Bergoglio's career coincided with the bloody 1976-1983 military dictatorship, during which up to 30,000 suspected leftists were kidnapped and killed -- which prompted sharp questions about his role.
The most well-known episode relates to the abduction of two Jesuits whom the military government secretly jailed for their work in poor neighborhoods.

According to "The Silence," a book written by journalist Horacio Verbitsky, Bergoglio withdrew his order's protection of the two men after they refused to quit visiting the slums, which ultimately paved the way for their capture.

Verbitsky's book is based on statements by Orlando Yorio, one of the kidnapped Jesuits, before he died of natural causes in 2000. Both of the abducted clergymen suffered five months of imprisonment.

"History condemns him. It shows him to be opposed to all innovation in the Church and above all, during the dictatorship, it shows he was very cozy with the military," Fortunato Mallimacci, the former dean of social sciences at the Universidad de Buenos Aires, once said.

His actions during this period strained his relations with many brother Jesuits around the world, who tend to be more politically liberal.
And then there are these highlights from an NPR story:

His preference to remain in the wings, however, has been challenged by rights activists seeking answers about church actions during the dictatorship after the 1976 coup, often known as Argentina's "Dirty War."

Many Argentines remain angry over the church's acknowledged failure to openly confront a regime that was kidnapping and killing thousands of people as it sought to eliminate "subversive elements" in society. It's one reason why more than two-thirds of Argentines describe themselves as Catholic, but fewer than 10 percent regularly attend Mass.

Under Bergoglio's leadership, Argentina's bishops issued a collective apology in October 2012 for the church's failures to protect its flock.

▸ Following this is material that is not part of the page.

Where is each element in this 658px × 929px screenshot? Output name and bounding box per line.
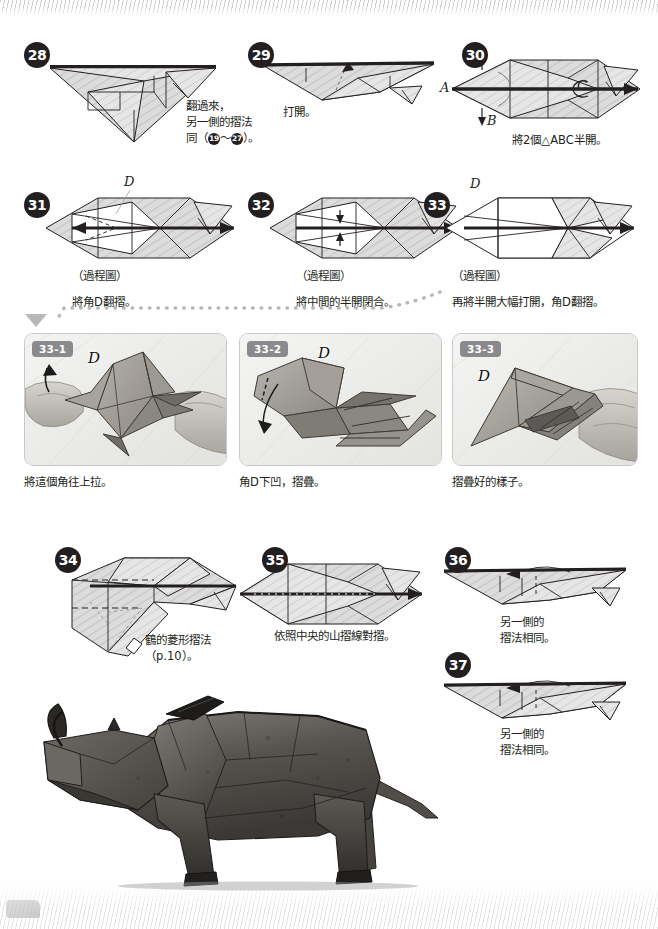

But the statement blamed the era's violence in roughly equal measure on both the junta and its enemies.

"Bergoglio has been very critical of human rights violations during the dictatorship, but he has always also criticized the leftist guerrillas. He doesn't forget that side," said the biographer Rubin.
The statements came far too late for some activists, who accused Bergoglio of being more concerned about the church's image than about aiding the many human rights investigations into the junta era.

[R]ights attorney Bregman said Bergoglio's own statements proved church officials knew from early on that the junta was torturing and killing its citizens, and yet publicly endorsed the dictators.  "The dictatorship could not have operated this way without this key support," she said.

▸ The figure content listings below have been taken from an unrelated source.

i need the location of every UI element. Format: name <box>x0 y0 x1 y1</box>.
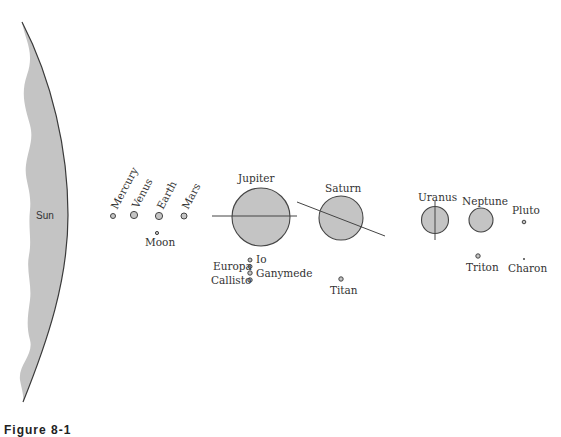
label-titan: Titan <box>330 284 358 296</box>
moon-charon <box>523 258 525 260</box>
inner-planets <box>111 211 188 234</box>
label-jupiter: Jupiter <box>237 172 275 184</box>
moon-triton <box>476 254 480 258</box>
label-io: Io <box>256 253 266 265</box>
planet-neptune <box>469 208 493 232</box>
uranus-group: Uranus <box>418 191 457 240</box>
label-uranus: Uranus <box>418 191 457 203</box>
label-pluto: Pluto <box>512 204 540 216</box>
planet-jupiter <box>232 188 290 246</box>
jupiter-group: Jupiter Io Europa Ganymede Callisto <box>211 172 312 286</box>
label-saturn: Saturn <box>325 182 361 194</box>
sun-label: Sun <box>36 210 54 221</box>
planet-pluto <box>522 220 526 224</box>
planet-mars <box>181 213 187 219</box>
label-moon: Moon <box>145 236 175 248</box>
label-ganymede: Ganymede <box>256 267 312 279</box>
planet-mercury <box>111 214 116 219</box>
sun: Sun <box>20 22 68 402</box>
label-europa: Europa <box>213 260 252 272</box>
label-earth: Earth <box>154 179 179 211</box>
planet-venus <box>130 211 137 218</box>
moon-moon <box>155 231 158 234</box>
neptune-group: Neptune Triton <box>462 195 508 273</box>
label-neptune: Neptune <box>462 195 508 207</box>
figure-caption: Figure 8-1 <box>4 423 71 437</box>
label-triton: Triton <box>466 261 499 273</box>
label-mars: Mars <box>179 181 202 211</box>
moon-titan <box>339 277 343 281</box>
pluto-group: Pluto Charon <box>508 204 547 274</box>
label-callisto: Callisto <box>211 274 251 286</box>
planet-saturn <box>319 196 363 240</box>
planet-earth <box>155 212 162 219</box>
label-charon: Charon <box>508 262 547 274</box>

Bergoglio also was accused of turning his back on a family that lost five relatives to state terror, including a young woman who was five months' pregnant before she was kidnapped and killed in 1977. The De la Cuadra family appealed to the leader of the Jesuits in Rome, who urged Bergoglio to help them; Bergoglio then assigned a monsignor to the case. Months passed before the monsignor came back with a written note from a colonel: The woman had given birth in captivity to a girl who was given to a family "too important" for the adoption to be reversed.

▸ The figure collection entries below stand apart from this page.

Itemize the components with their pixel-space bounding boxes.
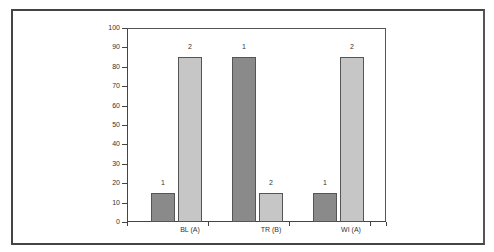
y-tick-label: 100	[90, 24, 120, 32]
y-tick-label: 0	[90, 218, 120, 226]
y-tick	[122, 203, 127, 204]
y-tick-label: 80	[90, 63, 120, 71]
y-tick	[122, 47, 127, 48]
bar-data-label: 2	[178, 43, 202, 51]
category-label-wi-a: WI (A)	[331, 225, 371, 234]
y-tick	[122, 106, 127, 107]
y-tick	[122, 144, 127, 145]
y-tick	[122, 164, 127, 165]
bar-tr-b-series-2	[259, 193, 283, 222]
y-tick	[122, 67, 127, 68]
x-tick	[127, 222, 128, 226]
y-tick-label: 90	[90, 43, 120, 51]
bar-bl-a-series-2	[178, 57, 202, 222]
y-tick	[122, 183, 127, 184]
bar-wi-a-series-1	[313, 193, 337, 222]
category-label-tr-b: TR (B)	[251, 225, 291, 234]
bar-data-label: 1	[232, 43, 256, 51]
x-tick	[386, 222, 387, 226]
bar-data-label: 1	[151, 179, 175, 187]
y-tick-label: 10	[90, 199, 120, 207]
bar-data-label: 1	[313, 179, 337, 187]
y-tick-label: 30	[90, 160, 120, 168]
bar-data-label: 2	[340, 43, 364, 51]
y-tick-label: 70	[90, 82, 120, 90]
bar-bl-a-series-1	[151, 193, 175, 222]
y-tick-label: 40	[90, 140, 120, 148]
bar-data-label: 2	[259, 179, 283, 187]
bar-wi-a-series-2	[340, 57, 364, 222]
y-tick	[122, 86, 127, 87]
category-label-bl-a: BL (A)	[170, 225, 210, 234]
bar-tr-b-series-1	[232, 57, 256, 222]
y-tick-label: 50	[90, 121, 120, 129]
y-tick	[122, 125, 127, 126]
y-tick	[122, 28, 127, 29]
y-tick-label: 20	[90, 179, 120, 187]
y-tick-label: 60	[90, 102, 120, 110]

Despite this written evidence in a case he was personally involved with, Bergoglio testified in 2010 that he didn't know about any stolen babies until well after the dictatorship was over.
The new pope may like to put forth a simple and humble facade, but these reports raise serious questions about his true morality - or lack thereof.    Personally, the selection of Bergoglio as the new pope seems only too appropriate for an institution that has orchestrated a worldwide criminal conspiracy to protect sexual predators and avoid paying just compensation to victims of sexual abuse by priests.  Morally bankrupt is the term that first springs to mind.   Thus my question remains: how can moral and decent individuals remain members of the Catholic Church.